**Data excerpts**
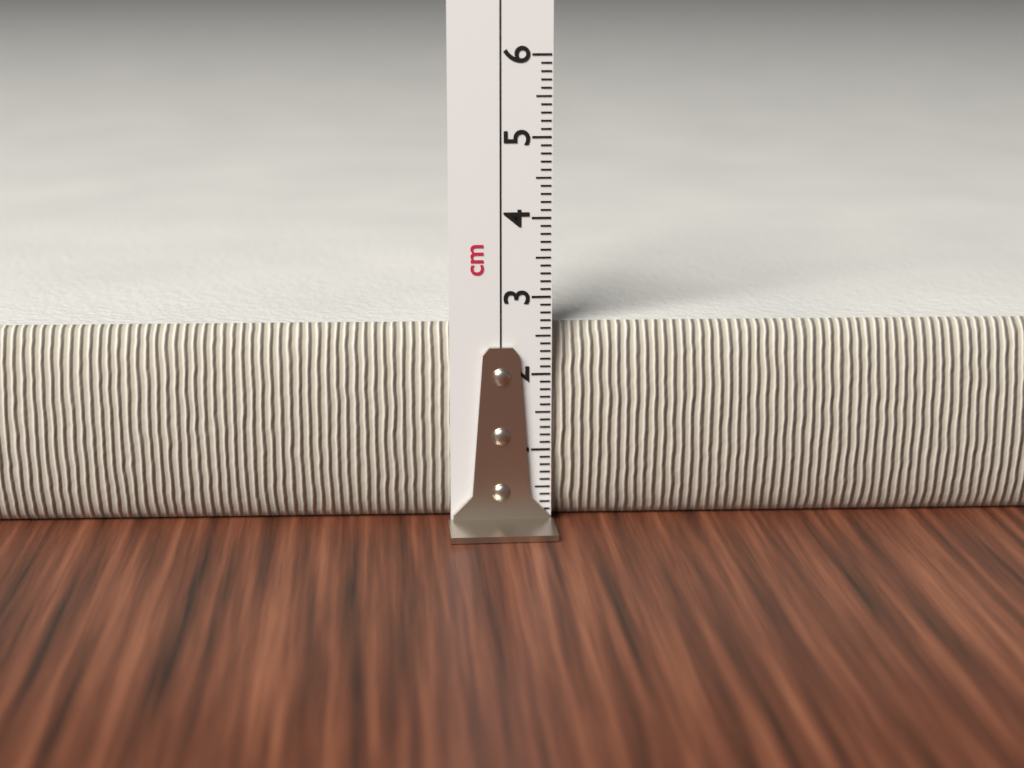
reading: 2.6 cm
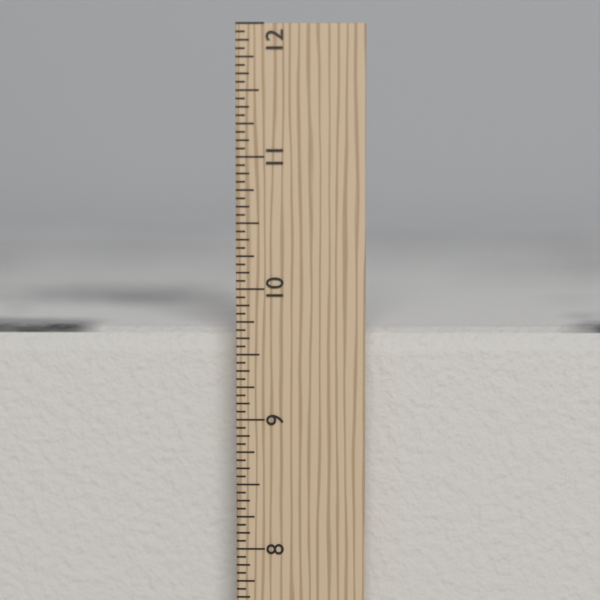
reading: 9.6875 in
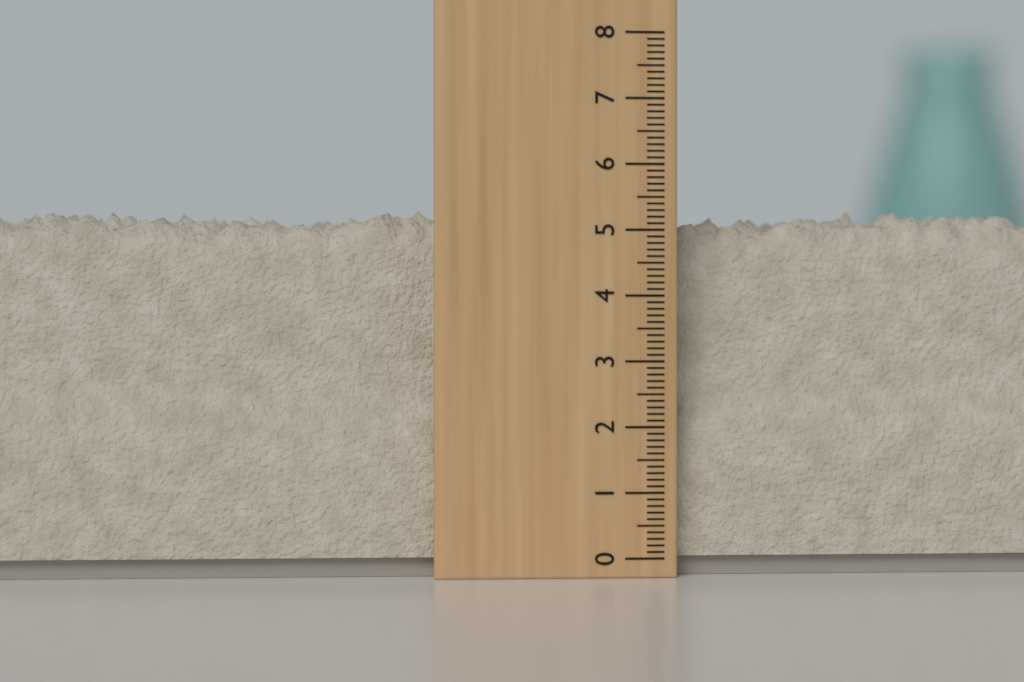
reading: 5.4 (no unit)
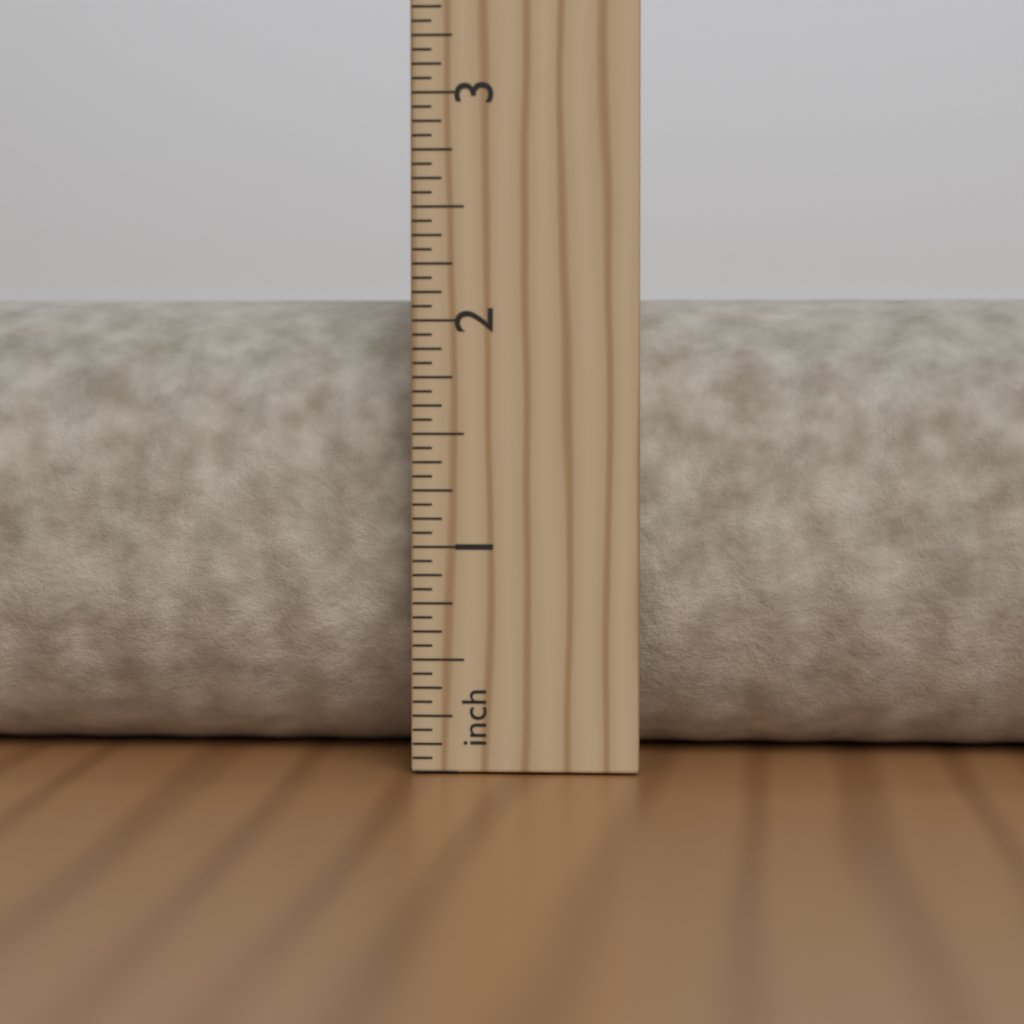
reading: 2.1250 in
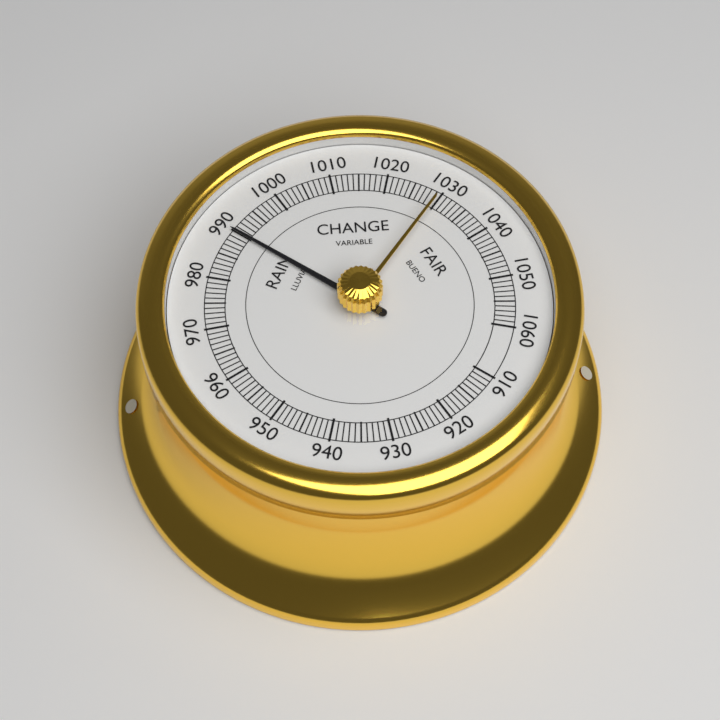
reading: 990 (no unit)
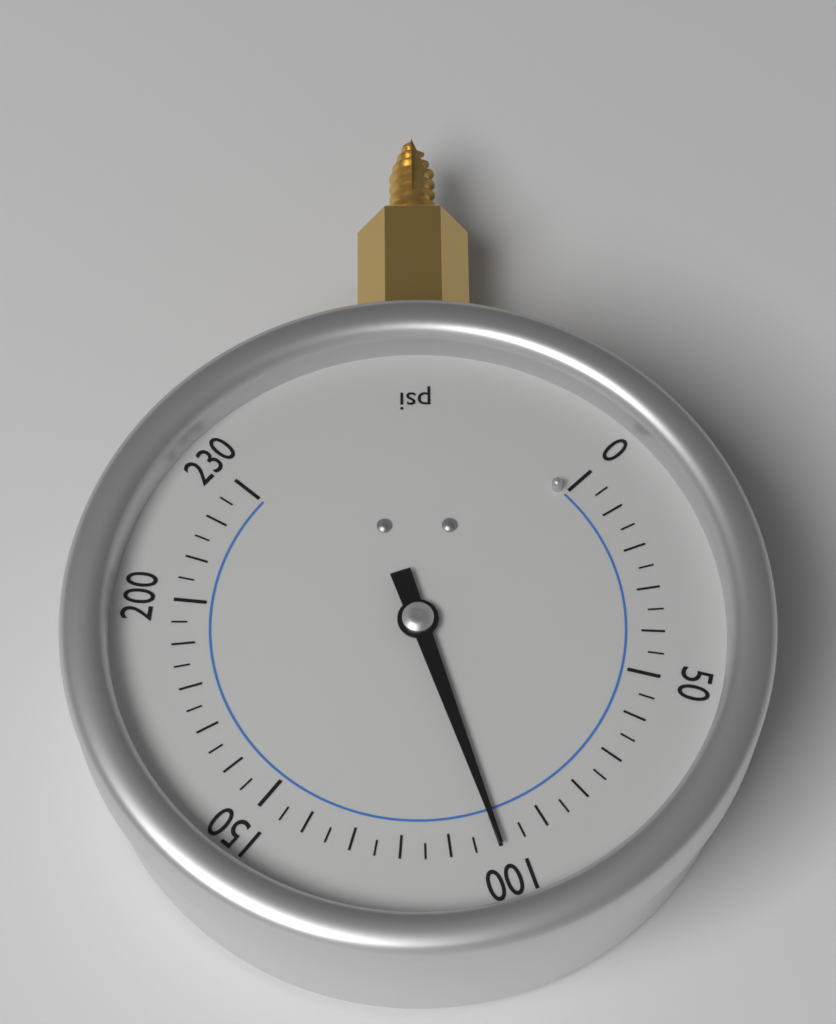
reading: 100 psi
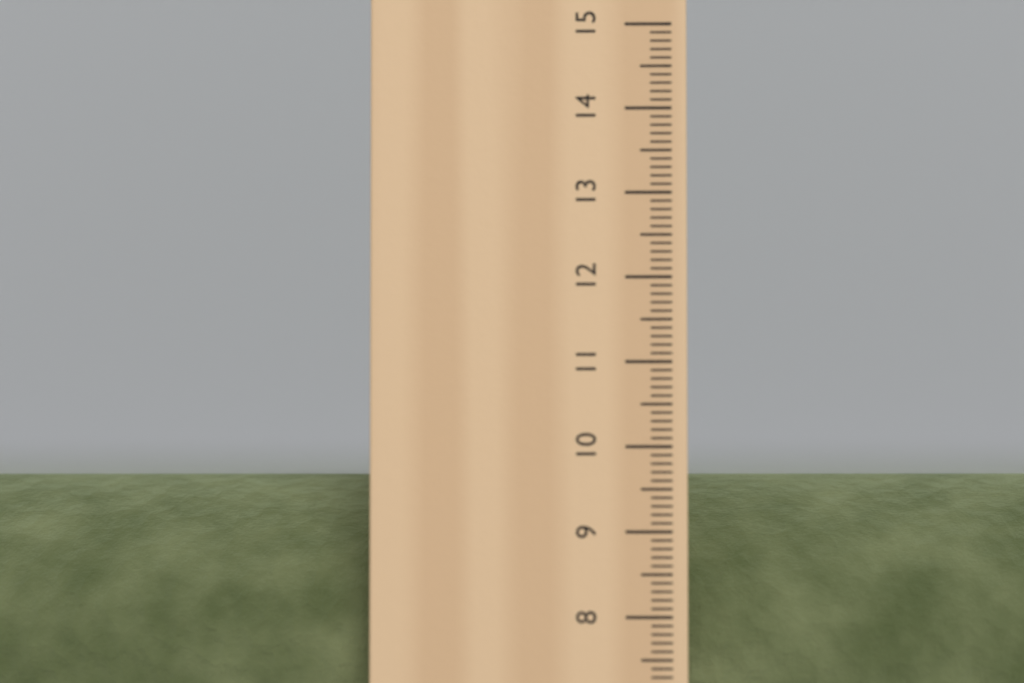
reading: 9.7 cm
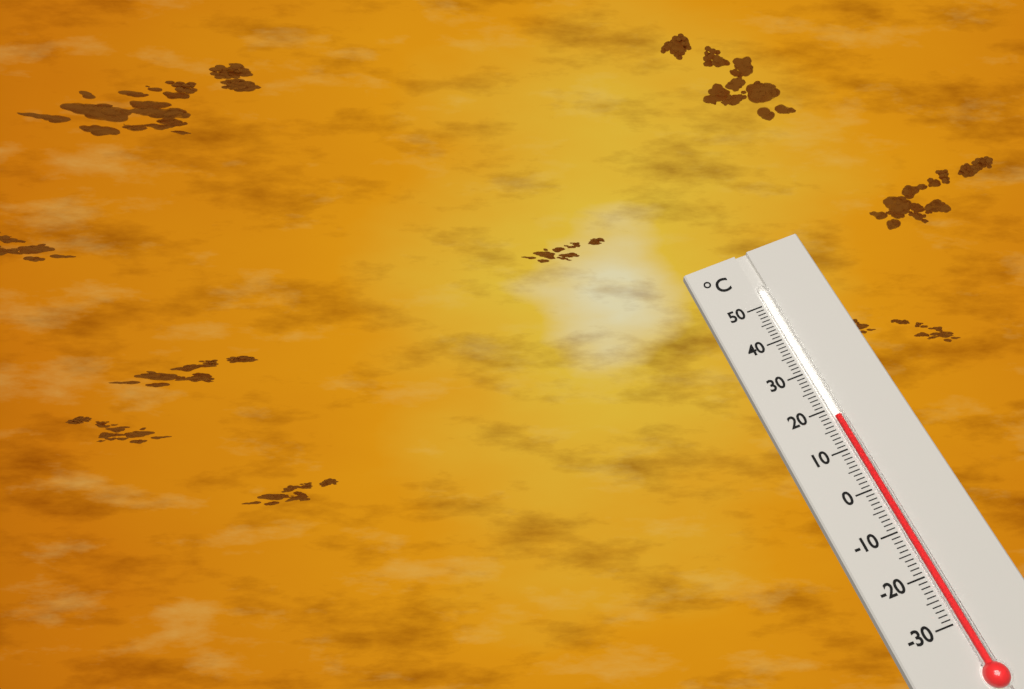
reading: 18 °C
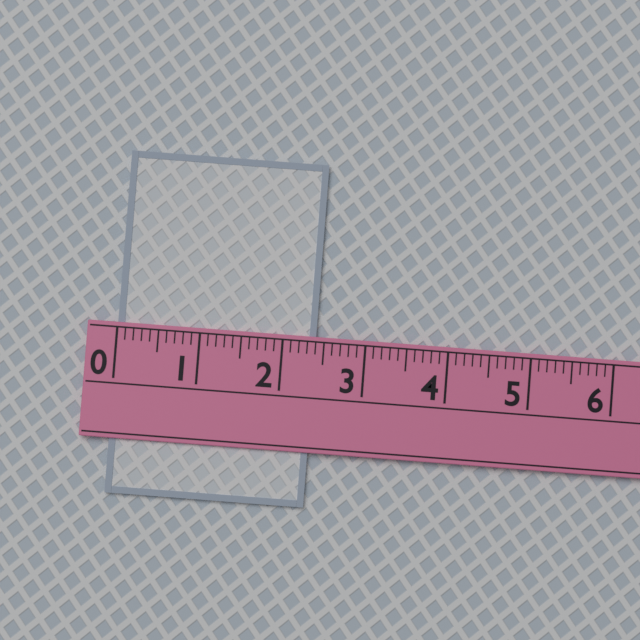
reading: 2.4 (no unit)
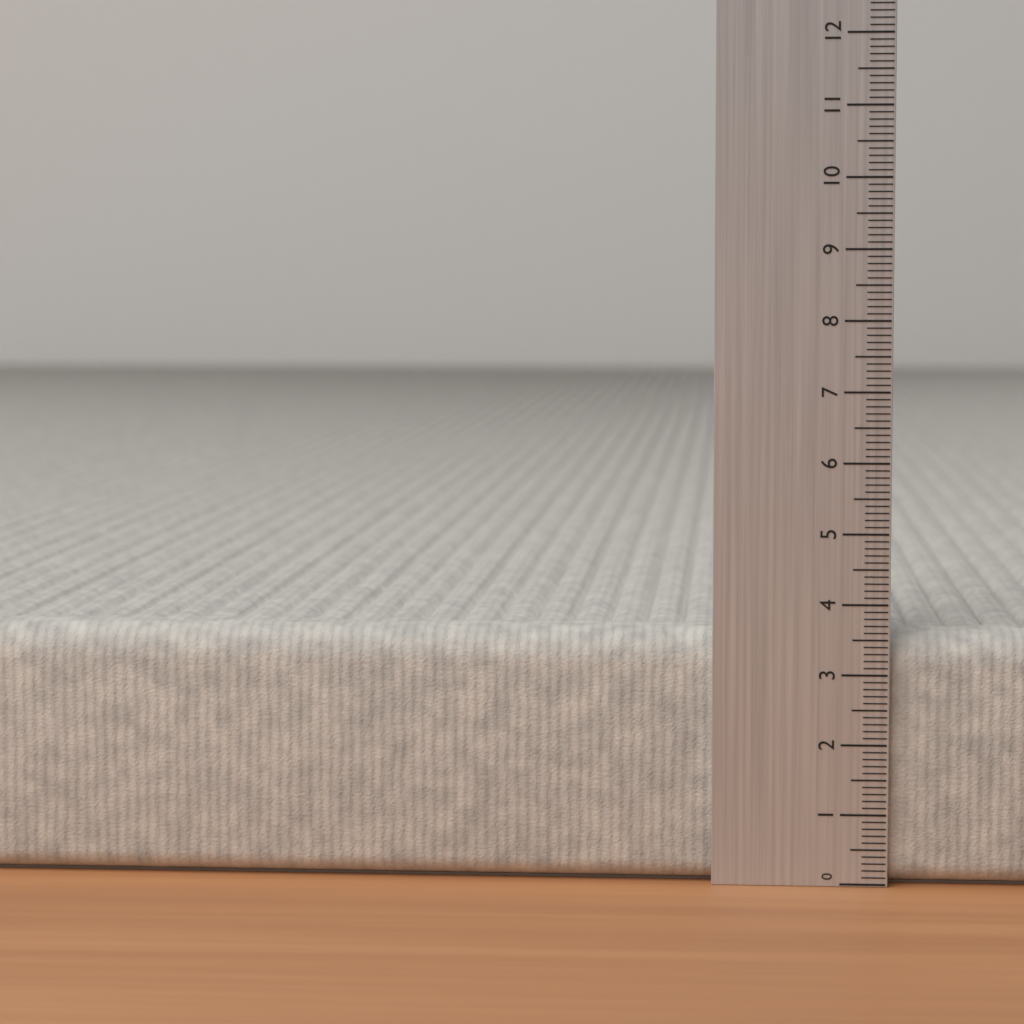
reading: 3.6 (no unit)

**What the task asks**
Take the entries shown above and quote them verbatim, passing over the pictures.

**Finished task**
reading: 2.6 cm
reading: 9.6875 in
reading: 5.4 (no unit)
reading: 2.1250 in
reading: 990 (no unit)
reading: 100 psi
reading: 9.7 cm
reading: 18 °C
reading: 2.4 (no unit)
reading: 3.6 (no unit)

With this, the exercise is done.